Special to the Ledger
The story of Anne Frank and her family is among the most iconic in Holocaust history. Most people learn about the young victim of Nazi terror from her diary, published in 1947 and the staple of many American middle- and high-school curricula.
As a childhood friend and stepsister of Anne Frank, Eva Geiringer Schloss knows the story up close, and has dedicated her life’s work to keeping its legacy alive. The co-founder and trustee of the London-based Anne Frank Trust UK will speak in Milford on Nov. 2 to support the $1.5 million reconstruction of the historic Hebrew Congregation of Woodmont synagogue, which was badly damaged by a 2012 fire.
A native of Vienna, Austria, Eva Geiringer fled from the Nazis to Belgium and then Amsterdam in 1938 with her parents, Erich and Fritzi, and brother Heinz. The family lived at Merwedeplein 46, opposite the Franks. Heinz Geiringer, like Anne Frank’s sister, Margot, received a summons in July 1942 to report for transport to a labor camp in Germany. The Geiringers went into hiding, betrayed in May 1944 by a Dutch nurse and sent to Auschwitz, where Heinz died; Erich died on a death march. Fritzi and Eva, liberated in Auschwitz, returned to Amsterdam in June 1945 in the same transport as Otto Frank, who had lost his wife Edith and daughters Margot and Anne.

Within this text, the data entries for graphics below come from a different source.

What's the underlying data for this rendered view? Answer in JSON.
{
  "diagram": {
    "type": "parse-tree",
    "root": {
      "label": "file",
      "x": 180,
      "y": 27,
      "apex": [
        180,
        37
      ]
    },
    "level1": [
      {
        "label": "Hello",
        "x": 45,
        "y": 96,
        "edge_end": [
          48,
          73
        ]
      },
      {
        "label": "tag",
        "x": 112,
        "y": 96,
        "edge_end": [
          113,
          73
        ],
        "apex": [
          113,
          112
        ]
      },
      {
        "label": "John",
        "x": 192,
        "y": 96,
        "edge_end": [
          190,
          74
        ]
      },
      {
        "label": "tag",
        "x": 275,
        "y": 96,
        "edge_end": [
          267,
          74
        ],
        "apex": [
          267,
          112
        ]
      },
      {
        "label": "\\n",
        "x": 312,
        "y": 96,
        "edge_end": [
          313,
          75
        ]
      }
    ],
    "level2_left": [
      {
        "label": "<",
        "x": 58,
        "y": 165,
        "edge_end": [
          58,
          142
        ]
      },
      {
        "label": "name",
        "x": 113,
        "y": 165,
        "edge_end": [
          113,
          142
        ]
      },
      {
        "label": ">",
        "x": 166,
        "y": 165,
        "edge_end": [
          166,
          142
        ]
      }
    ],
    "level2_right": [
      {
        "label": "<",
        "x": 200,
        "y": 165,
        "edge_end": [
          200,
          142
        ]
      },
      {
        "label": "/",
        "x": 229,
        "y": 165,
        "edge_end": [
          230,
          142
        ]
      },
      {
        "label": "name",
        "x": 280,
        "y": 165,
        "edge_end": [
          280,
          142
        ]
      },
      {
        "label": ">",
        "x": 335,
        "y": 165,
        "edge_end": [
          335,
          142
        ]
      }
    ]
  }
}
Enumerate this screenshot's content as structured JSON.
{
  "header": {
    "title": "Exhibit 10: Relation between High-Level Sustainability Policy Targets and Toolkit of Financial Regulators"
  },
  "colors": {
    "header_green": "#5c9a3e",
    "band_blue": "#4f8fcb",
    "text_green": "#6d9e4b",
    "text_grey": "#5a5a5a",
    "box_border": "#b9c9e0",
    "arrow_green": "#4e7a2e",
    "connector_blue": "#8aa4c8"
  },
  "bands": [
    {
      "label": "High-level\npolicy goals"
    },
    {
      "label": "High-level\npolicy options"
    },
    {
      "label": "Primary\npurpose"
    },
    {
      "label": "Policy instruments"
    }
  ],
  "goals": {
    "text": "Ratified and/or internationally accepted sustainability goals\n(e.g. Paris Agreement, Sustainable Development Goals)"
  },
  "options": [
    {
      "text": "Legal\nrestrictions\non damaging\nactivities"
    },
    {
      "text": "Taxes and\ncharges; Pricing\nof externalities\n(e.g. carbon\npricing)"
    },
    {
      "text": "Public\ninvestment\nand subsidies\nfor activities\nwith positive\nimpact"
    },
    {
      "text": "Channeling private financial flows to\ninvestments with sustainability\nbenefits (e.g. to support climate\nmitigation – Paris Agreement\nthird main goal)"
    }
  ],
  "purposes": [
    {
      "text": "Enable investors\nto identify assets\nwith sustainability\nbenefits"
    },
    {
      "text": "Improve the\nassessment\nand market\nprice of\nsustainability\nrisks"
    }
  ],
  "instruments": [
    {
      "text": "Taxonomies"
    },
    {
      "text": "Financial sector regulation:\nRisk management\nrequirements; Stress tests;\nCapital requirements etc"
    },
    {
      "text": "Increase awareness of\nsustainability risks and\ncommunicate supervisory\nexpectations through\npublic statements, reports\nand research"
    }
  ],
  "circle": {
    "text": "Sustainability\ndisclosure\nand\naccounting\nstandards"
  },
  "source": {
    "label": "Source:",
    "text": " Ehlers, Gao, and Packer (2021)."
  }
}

Otto and Fritzi married in 1953 and settled in Basel, Switzerland. Eva moved to London to pursue a career as a professional photographer and married Zvi Schloss, a German Jew who had survived the war with his family in Palestine.
Author of Eva’s Story and After Auschwitz, which chronicle her Holocaust experiences, Schloss is also the subject of And Then They Came for Me: Remembering the World of Anne Frank, a 1999 play by James Still. In 2012, she was awarded a Member of the Order of the British Empire by Queen Elizabeth.
Rabbi Schneur Wilhelm, spiritual leader and director of the Hebrew Congregation of Woodmont-Chabad Jewish Center of Milford, calls Schloss’s visit to Milford “an historic event.”
“Everyone knows about Anne Frank and has read her diary,” he says. “This is an opportunity for everyone to hear her stepsister’s personal account. It doesn’t happen very often that there’s someone with such a close personal connection to Anne Frank whom you can hear speak in person.”